KEARNY –
Like many other older communities with combined sanitary and storm water sewers, Kearny is facing a new federal mandate that will force it to spend big bucks over the next several decades, engineers say.
That directive from the U.S. Environmental Protection Agency focuses on the Combined Sewer Overflow (CSO) system which collects storm water runoff and – when the capacity is too much for the system to handle – discharges it, untreated, into a river or waterway.
Right now, Kearny has five CSO outfalls with underground mesh netting cham bers designed to trap floatables as small as a half-inch in normal conditions but during big storm events, that control mechanism becomes overloaded with the rush of flood waters and the overflow is flushed out into the waterway, explained representatives of Neglia Engineering, the town’s consulting engineering firm of Lyndhurst.
“On the average,” according to Neglia’s Patrick J. Carberry, CSO project manager, “that happens 40 times a year at Kearny’s outfalls.”
Now, under a new EPA permitting procedure that will apply to each of the 11 towns that send their wastes to the Passaic Valley Sewerage Commission’s Newark treatment plant, “the feds want those overflow events reduced and they want improved outfall treatment,” said Michael Neglia, head of the firm.
“This is going to be a very expensive undertaking,” Neglia told members of the Kearny governing body recently.
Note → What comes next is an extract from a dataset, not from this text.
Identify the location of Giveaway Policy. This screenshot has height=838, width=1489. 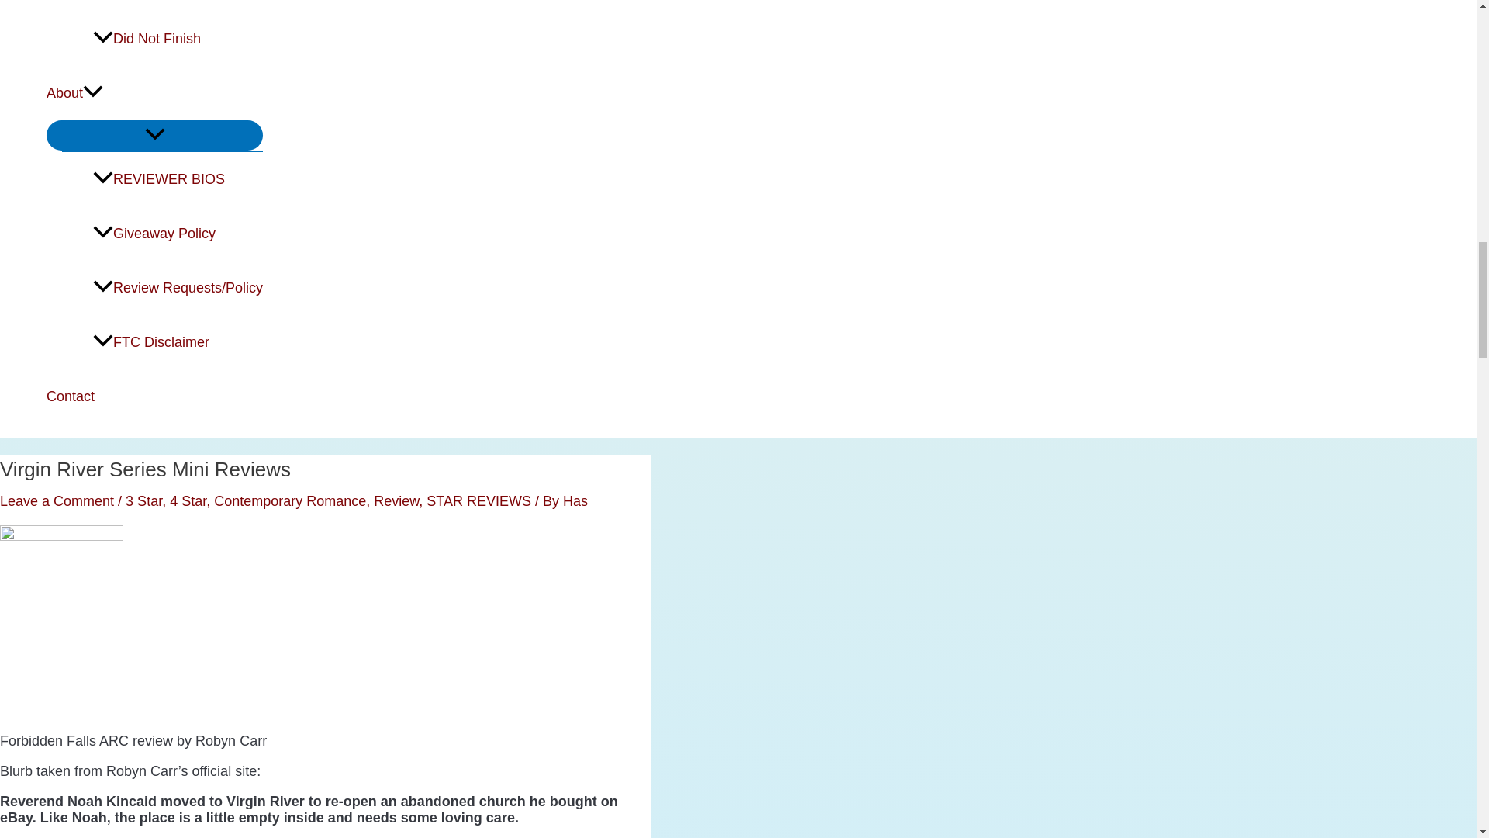
(178, 233).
And, in a follow-up interview with The Observer, he elaborated, saying that, “This is going to be a significant financial burden on all towns involved to comply.”
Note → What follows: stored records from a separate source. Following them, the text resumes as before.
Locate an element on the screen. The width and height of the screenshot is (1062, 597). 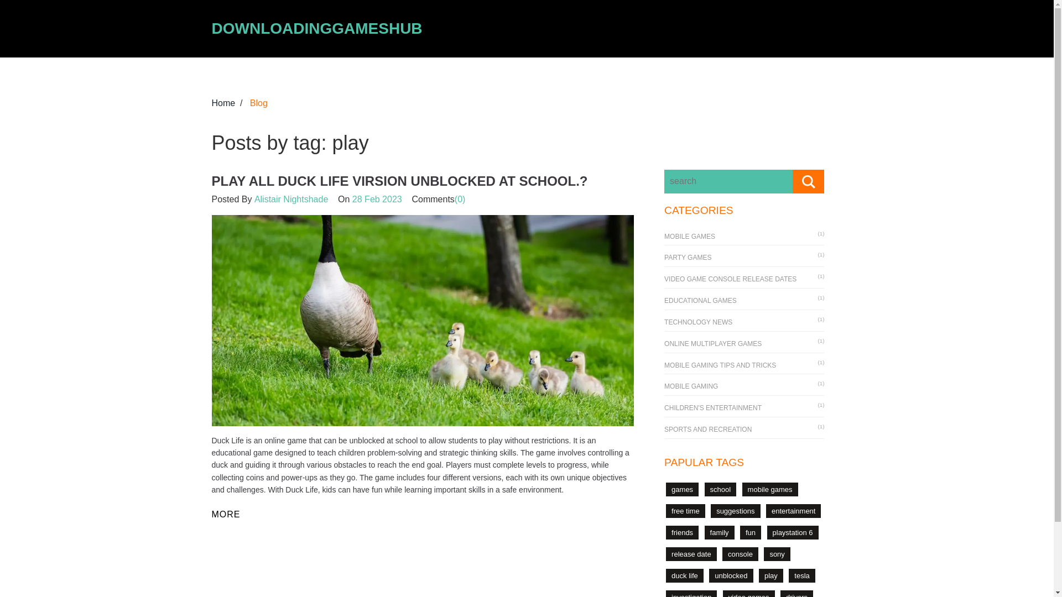
PLAY ALL DUCK LIFE VIRSION UNBLOCKED AT SCHOOL.? is located at coordinates (399, 181).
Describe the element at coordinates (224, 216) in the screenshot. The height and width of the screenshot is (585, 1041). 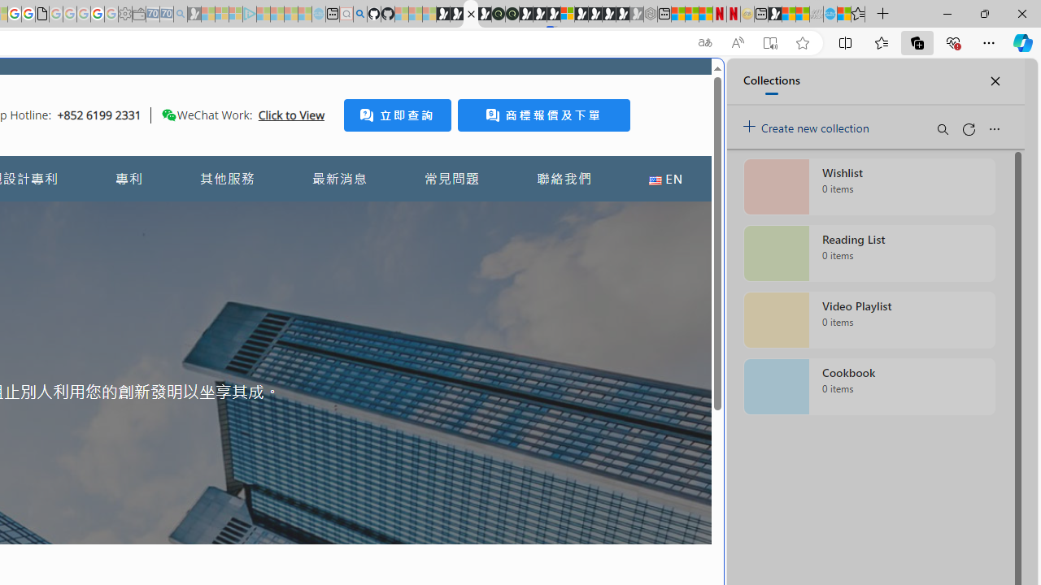
I see `Tabs you've opened` at that location.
While Neglia was reluctant to provide a figure, he said this was an issue that towns like Kearny will be grappling with during the next “20 to 40 years.”
Even as things now stand, the town bears a not-so-modest expense just in maintaining the existing 26 nets spread among the five outfalls, said town Public Works Director Gerry Kerr.
Depending on the volume of rainfall and amount of trash collected in the chambers, the town typically replaces all the netting “five to six times a year,” Kerr said, and each round of changes costs about $10,000, he added. Each year, a total of more than 11,000 pounds of accumulated debris are removed, on the average, from the five chambers, he said.
Three of the five outfalls discharge into the Passaic River, off Johnston Ave. near the railroad trestle, Bergen Ave. and Stewart Ave.; the other two, off Duke St. and Ivy St., flow into Frank’s Creek, the engineers said.
Beginning Jan. 1, 2016, municipalities throughout New Jersey and beyond – (New York State alone has more than 900 CSO locations) – are charged with implementing a plan “to minimize the number of outfalls” and ensure a cleaner effluent during the next five years, Carberry said.
EPA is requiring each permitee to report how much progress has been made by Jan. 31 each year.
To help guide Kearny to achieving these objectives, on Nov. 10 the mayor and Town Council accepted Neglia’s recommendation and voted to retain HDR Inc., a global firm, with offices in Mahwah, specializing in engineering, architecture, environmental and construction services, to work with Neglia on the CSO project for an amount “not to exceed $75,986.”
Among the options that will be explored, Neglia said, are:
• Separating storm and sanitary lines.
• Treating storm water at the outfalls, either with an on-site treatment facility, or by diverting the water to the PVSC plant by eliminating an outfall.
• Providing a facility for the storage of overflow during storm events, either in piping or an underground chamber, for eventual transmission to the PVSC for treatment, Neglia said.
All of these options could, reportedly, cost multi-millions of dollars which Kearny would have to bond – thereby saddling taxpayers with long-term debt obligations – unless it can partner with other towns in a regional approach to the CSO dilemma and/or secure low-interest loans from the N.J. Environmental Infrastructure Trust Fund and/or federal grants to pay for the improvements.